The exhibition will also focus on the most important contributions made by the European pioneers of nude photography since 1900: works by Wilhelm von Gloeden, the Ballets Russes, German expressionist dance of the Twenties, acrobatic strongmen from the turn of the century, Michelangelo’s Ignudi in the Sistine Chapel, academic nudes, female movie stars and pin-ups, the nudist movement in Germany, Hirschfeld’s Theory of the Middle Sex, pictures of female impersonators and transvestites, Winckelmann’s passion for Greek sculpture, photographs from the German gay movement in the years 1897 through 1933.

One high point in the stylization of American bodybuilding photography is the depiction in 1950 of physical contact between two men. Athletes photographed in sporting competitions or boxing matches are depicted so as to become metaphors for gay love. As it was mostly the tradition only to show physical proximity between men in aggressive sports so it now became possible for the photographers to expand the genre into their own field of interest. Physical touching supposedly photographed during a contact sport could be blatantly erotic while still conforming to the prudery of the era. In the United States, if there had been a softening of social attitudes in many areas during the Second World War and immediately after 1945 at least a cautious Coming Out of gay organizations, an enormous retreat would take place during the McCarthy era. Alfred Kinsey’s researches would cause a scandal when his report was published in 1948. Apparently, one third of American men had had homosexual experiences during their lifetime, 10 percent of American were supposedly homosexual.

In spite of or because of these reverses and the increasing censure of the day, some of the gay photographers began in the mid-Fifties to intensify the gay content of their pictures. The sexual element becomes a genuine component of art and a mirror of society. The unity of body, spirit, soul and sexuality experiences a reawakening. The beauty of sexual arousal and merging is lived, staged, shown and depicted as it was for example in parts of the art history of India, in antiquity or in the world of primitive peoples. In the work of Bruce of LA it’s mostly a matter of static pictures that show the sexual arousal of individual models. With Bob Mizer there are entire sequences of activities in small films and tableaux. These pictures served as a battle cry against the social prudery of the times and were therefore enormously political statements. However, at that time they couldn’t be publicly shown or published.

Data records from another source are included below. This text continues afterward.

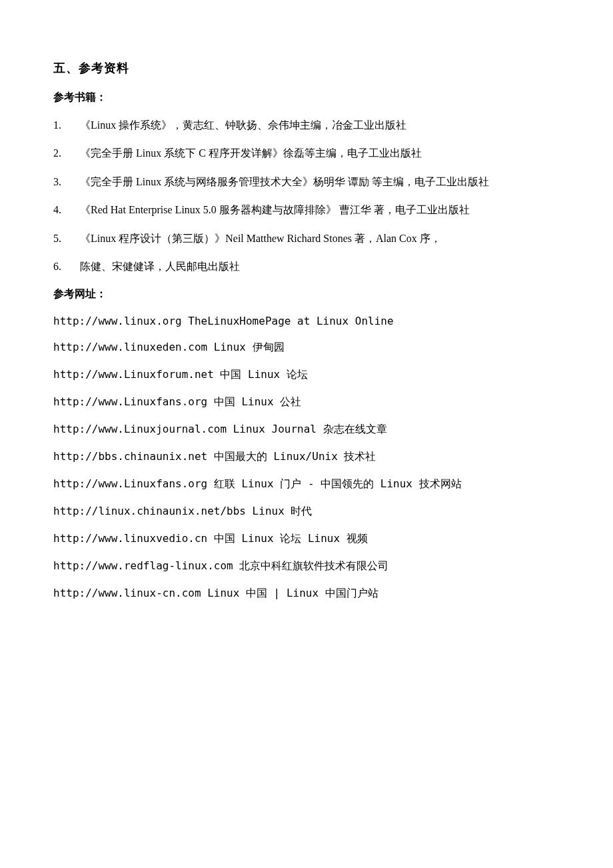  Describe the element at coordinates (306, 567) in the screenshot. I see `url-line: http://www.redflag-linux.com 北京中科红旗软件技术有…` at that location.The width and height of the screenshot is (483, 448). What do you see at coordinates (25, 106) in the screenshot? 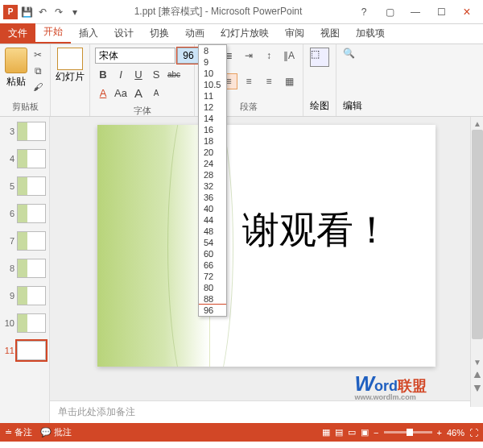
I see `group-label-clipboard: 剪贴板` at bounding box center [25, 106].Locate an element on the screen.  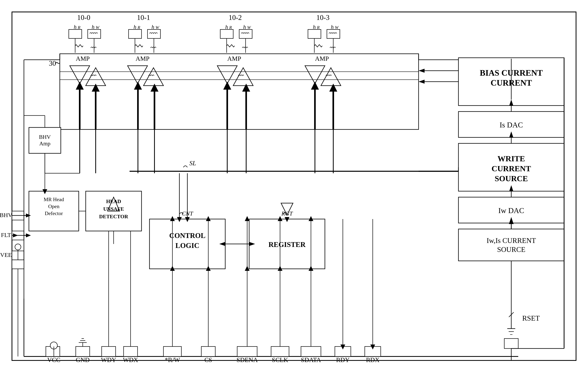
flt-label: FLT is located at coordinates (6, 235).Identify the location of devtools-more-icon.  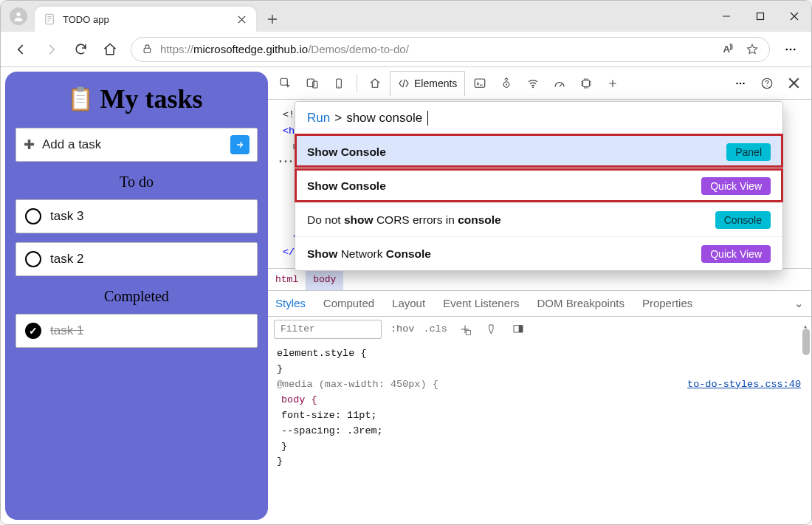
(740, 83).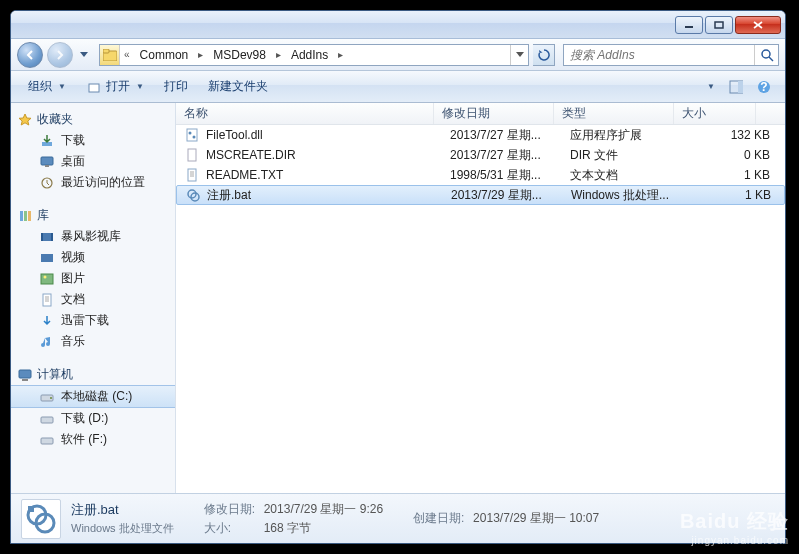  Describe the element at coordinates (84, 55) in the screenshot. I see `nav-history-dropdown` at that location.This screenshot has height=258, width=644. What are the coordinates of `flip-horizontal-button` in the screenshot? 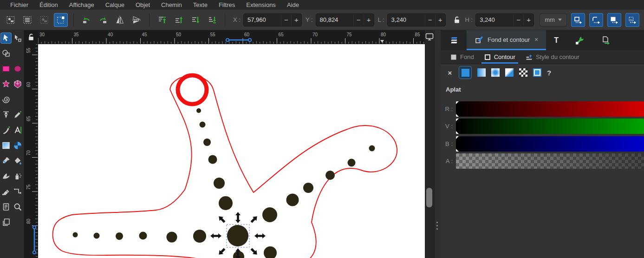 It's located at (120, 20).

For the most part, they exist today only in copies made after 1970 of prints that were made from the original negatives. At the time they were created they could only be shown or sold in secret. They bear witness at a high artistic level to the integration of the sexual into the world of art. Without these brave antecedents in the Fifties the works of a Mapplethorpe and other gay artists after the liberation of 1969 would be unthinkable.

Around 200 works by roughly 40 artists will be shown. They are all from the Sternweiler Collection which comprises more than 3000 photographs that until now have never been shown.